STATE

State agency and KU mental health research center sever ties after contract dispute

Without contract, Center for Mental Health Research and Innovation lays off staffers

Jonathan Shorman

A Kansas state agency and a KU center for mental health research severed a 30-year relationship this week after a contract dispute, leaving more than 20 people without jobs as of Friday.

The Center for Mental Health Research and Innovation at the University of Kansas declined to accept a last-minute contract offer Thursday from the Kansas Department for Aging and Disability Services that would have slashed its budget by 50 percent and given KDADS greater control over how staff performed their jobs.

The agency said the center rejected three offers to extend the contract, including an offer that would have kept its current contract totaling more than $1 million in place through June 2017. The contract includes providing support to community mental health centers statewide to implement evidence-based practices and training CMHC staff.

Rick Goscha, the center’s director, said in an email Friday to a Kansas official with the National Alliance on Mental Health that less than four hours before the center was about to be forced to lay off staff, KDADS secretary Tim Keck offered a contract that would have reduced the center’s budget by 50 percent and moved the contract to an hourly rate in August.

The hourly change, according to Goscha, would have allowed KDADS to pick what tasks they wanted performed by the center at what rates. He argued this would leave remaining staff in limbo until the agency decided whether their expertise was wanted.

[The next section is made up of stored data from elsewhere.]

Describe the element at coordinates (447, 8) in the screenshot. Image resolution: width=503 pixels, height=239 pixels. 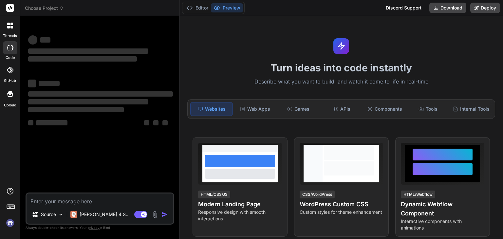
I see `button: Download` at that location.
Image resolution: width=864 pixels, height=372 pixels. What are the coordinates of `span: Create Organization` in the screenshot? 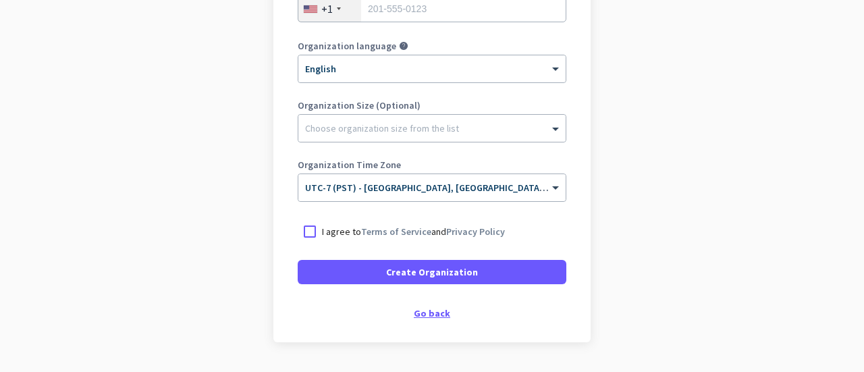 It's located at (432, 272).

“It is clear to us that KDADS has no vision for mental health and they clearly do not want to be accountable for their decisions. This is bad business,” Goscha wrote in the email, which was forwarded to media. “Even worse, it sends a message that this administration is not only willing to continue making devastating cuts into mental health, but now they have abdicated their responsibility to ensure that the dollars they do invest in community mental health are going to services and practices that make a difference.

“It also sends a message that they do not value continuous improvement efforts to build on the success we have had over the years.”

Angela de Rocha, a KDADS spokeswoman, said the agency wasn’t ending its funding of evidence-based practices. She called the funding “an essential part of our continued commitment to excellence.”

KDADS will be evaluating ways to continue to deliver tasks related to evidence-based practices, she said.

“We regret that our former contractor decided to no longer participate in this project. The stumbling block appears to have been the state’s decision to go to hourly-rate billing for these administrative tasks in order to ensure the utmost accountability for the expenditures of state and federal tax dollars,” de Rocha said. “All of our other university partners have expressed willingness to adjust their programs to the new billing requirements.”

Funding hasn’t been cut to mental health or mental health services, de Rocha said. She also said funding hasn’t been cut to CMHCs, and CMHC staff will continue to have access to mandated training.